The “socialisme sans doctrines” of Keith Hancock and the early commentators on Australia’s federation has just become politics sans doctrines. Not that it stops politicians sticking tags on each other in the silly season.

Parliamentary Secretary Greg Hunt got it off to a great start in The Australian with his claim at the start of the month “In economic terms, Rudd’s social democracy flows from the work of people such as Australian anti-market academic Verity Burgmann and US writer Noam Chomsky”.

It is between a vibrant, pro-market social democracy that simultaneously promotes higher productivity, equality of opportunity and environmental sustainability, and John Howard and Peter Costello’s over-regulated and reactionary-populist ‘mates’ rates capitalism’.”

Perhaps the bloke who’s been closest on the mark has been Lindsay Tanner. “Taxation and welfare spending are at record levels, with even millionaires receiving welfare cheques,” he says. “So much for the champions of small government and free markets.”

Not that it’s stopped the Libs.
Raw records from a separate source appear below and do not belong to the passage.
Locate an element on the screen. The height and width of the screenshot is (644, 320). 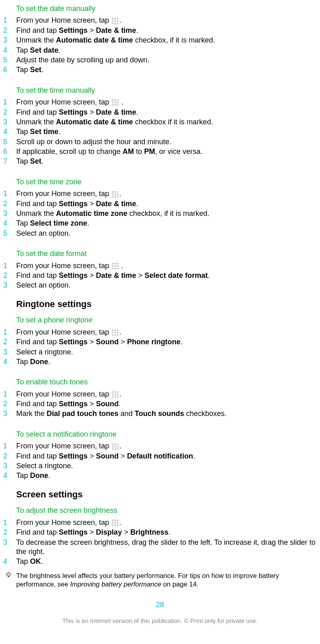
step-row: 6If applicable, scroll up to change AM t… is located at coordinates (161, 151).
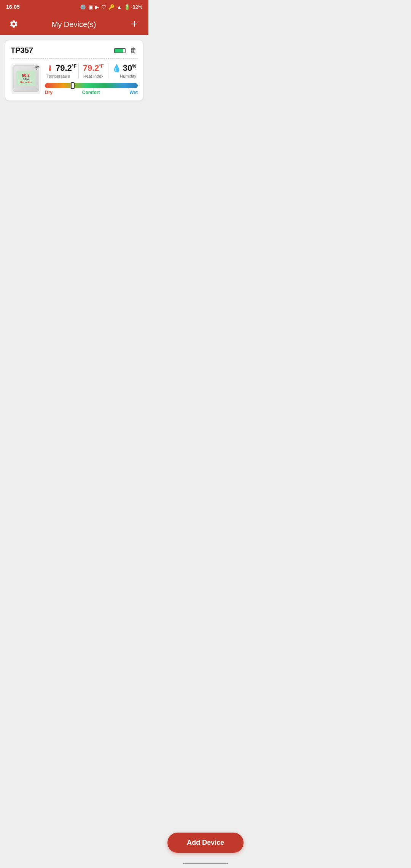 The image size is (411, 868). Describe the element at coordinates (97, 7) in the screenshot. I see `youtube-icon: ▶` at that location.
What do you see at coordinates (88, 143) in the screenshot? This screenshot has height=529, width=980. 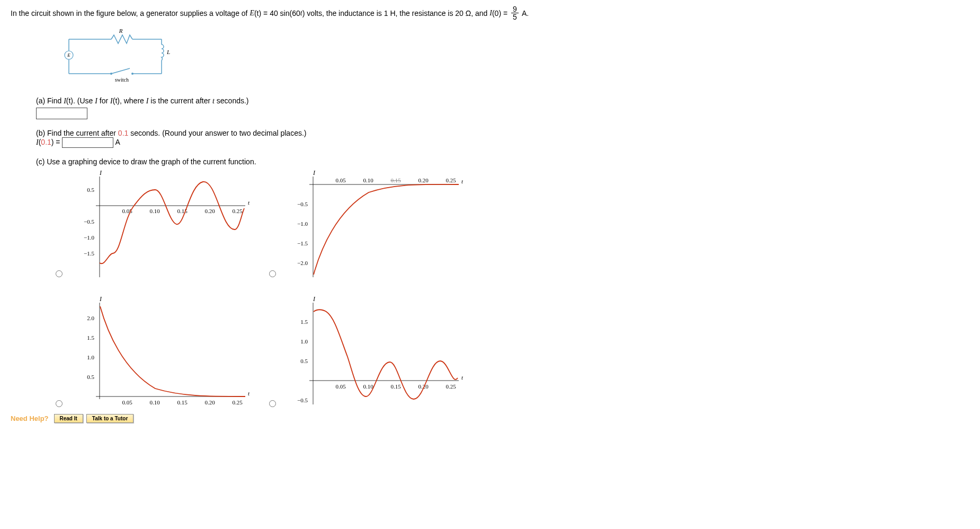 I see `answer-input-b` at bounding box center [88, 143].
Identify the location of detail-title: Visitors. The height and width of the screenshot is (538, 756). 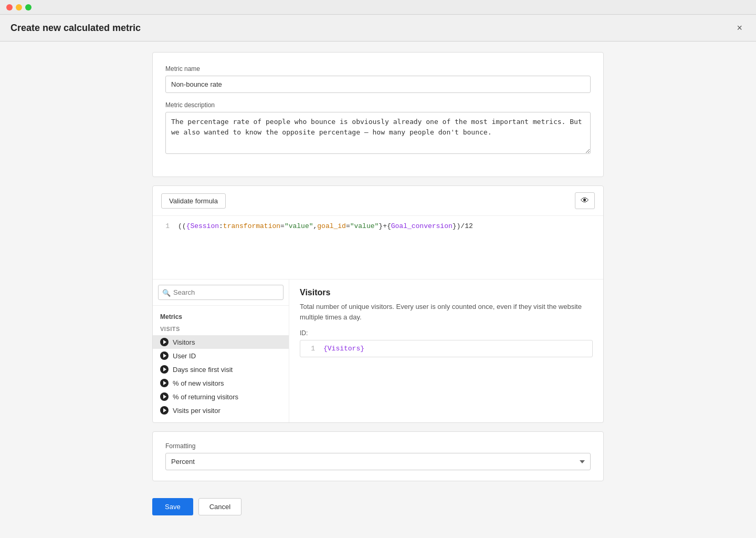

In The Australian today, Patricia Karvelas reports that another party sec, Chris Pyne, has got into the game.

“I’m concerned that the public knows that when they are buying the Labor Party they are buying a lot more – they are buying a leftist agenda,” he says. “Kevin Rudd is presenting himself as a conservative Labor leader, but behind Kevin Rudd are the same old people who have always been there, nothing has changed.”

Nothing’s changed in either party. This is all about ambition and positioning.

Swan and Tanner would like the opportunity to be ministers. So would Hunt and Pyne.

And – naturally – they’re not going to let philosophy stand in the way. It’s only relevant as long as it helps with the point scoring needed to win or hold government.